Another global study points to a deeper finding that holds across cultures and continents: the strongest predictor of whether a country passes robust laws to end violence against women and girls is not its national wealth, the ideological leaning of a government, or even the number of women in parliament. It is the strength of its independent women’s movement. These movements and organisations – sometimes small, rarely well-resourced, and often operating in challenging political climates – are the engine rooms of progress. They drive legislation, shift norms and demand accountability. They are, in effect, the most powerful catalysts for change we have and should be celebrated as such.

Subscribe here to our daily newsletter roundup of Labour news, analysis and comment– and follow us on Bluesky, WhatsApp, X and Facebook.

This evidence should guide the UK’s choices at a time of tightening budgets and rising global pressures. Investment has to reach the places where impact is deepest and most durable: tackling the root causes of gender inequality and enabling women’s rights organisations to lead that work. That means funding that is direct, flexible and long-term, and a genuine partnership with civil society – drawing on the insight of organisations that understand the dynamics of violence, backlash and change from within their own communities. Civil society leadership strengthens prevention, sharpens policy, and protects the gains that are most at risk.

Share your thoughts. Contribute on this story or tell your own by writing to our Editor. The best letters every week will be published on the site. Find out how to get your letter published.

If the Foreign Secretary wants British foreign policy to reflect the UK’s values and extend its influence, she has chosen the right place to begin.

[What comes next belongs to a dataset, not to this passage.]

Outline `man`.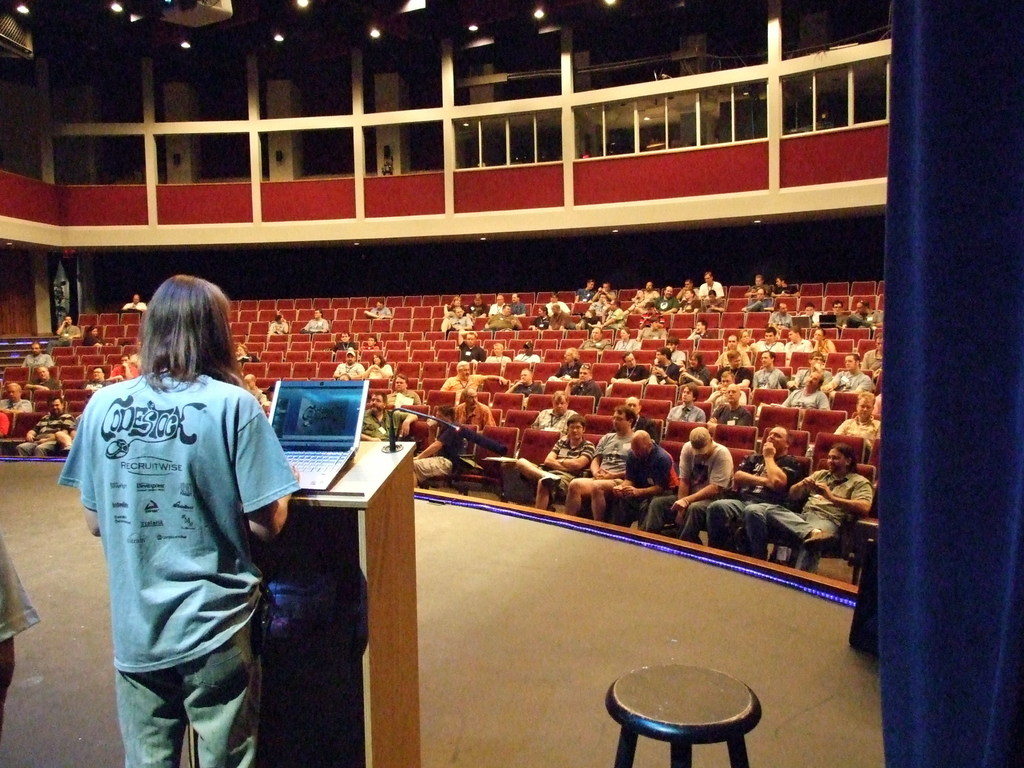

Tackling violence against women is both foundational and transformative. It is also an area where the UK can act as a committed partner, particularly as it advances its own ambitions to halve violence against women and girls at home. Violence is one of the sharpest edges of gender inequality, but it is also a point from which a more ambitious vision for change can grow – one that treats women’s rights not as an accessory to foreign policy, but as foreign policy itself; recognising that global security without women’s safety is no security at all. Our responsibility, as parliamentarians, is to keep the UK on that path. That means scrutiny of budgets, attention to delivery, and a consistent commitment to the principles the UK has long championed. It also means recognising that the fight against violence is not only a matter of rights but of stability, development, and the credibility of our foreign policy.

The women and organisations driving this work have shown what is possible. The UK can play a meaningful role by giving them the long-term support required to protect that progress.

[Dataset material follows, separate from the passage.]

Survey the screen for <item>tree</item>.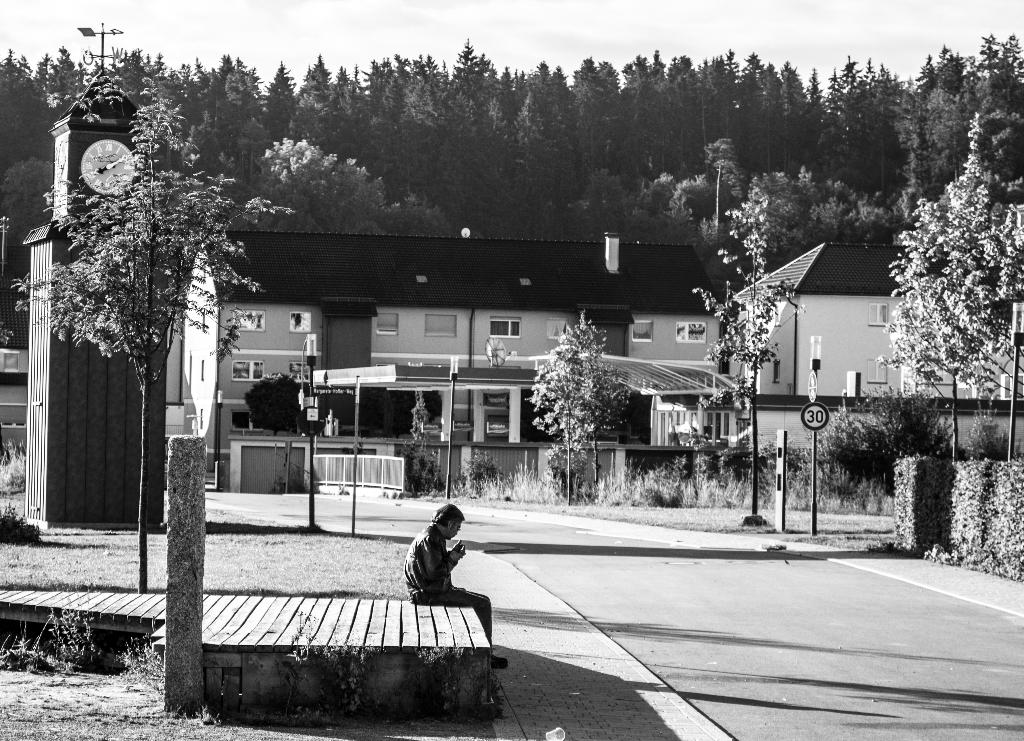
Survey found: 694:184:817:528.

    • SHARE: If you have anything to share that we should be looking into or publishing about this story – or any other topic involving Labour– contact us (strictly anonymously if you wish) at [email protected].
    • SUBSCRIBE: Sign up to LabourList’s morning email here for the best briefing on everything Labour, every weekday morning.
    • DONATE: If you value our work, please chip in a few pounds a week and become one of our supporters, helping sustain and expand our coverage.
    • PARTNER: If you or your organisation might be interested in partnering with us on sponsored events or projects, email [email protected].
    • ADVERTISE: If your organisation would like to advertise or run sponsored pieces on LabourList‘s daily newsletter or website, contact our exclusive ad partners Total Politics at [email protected].

More from LabourList

DONATE HERE

Proper journalism comes at a cost.

LabourList relies on donations from readers like you to continue our news, analysis and daily newsletter briefing. 

We don’t have party funding or billionaire owners. 

If you value what we do, set up a regular donation today.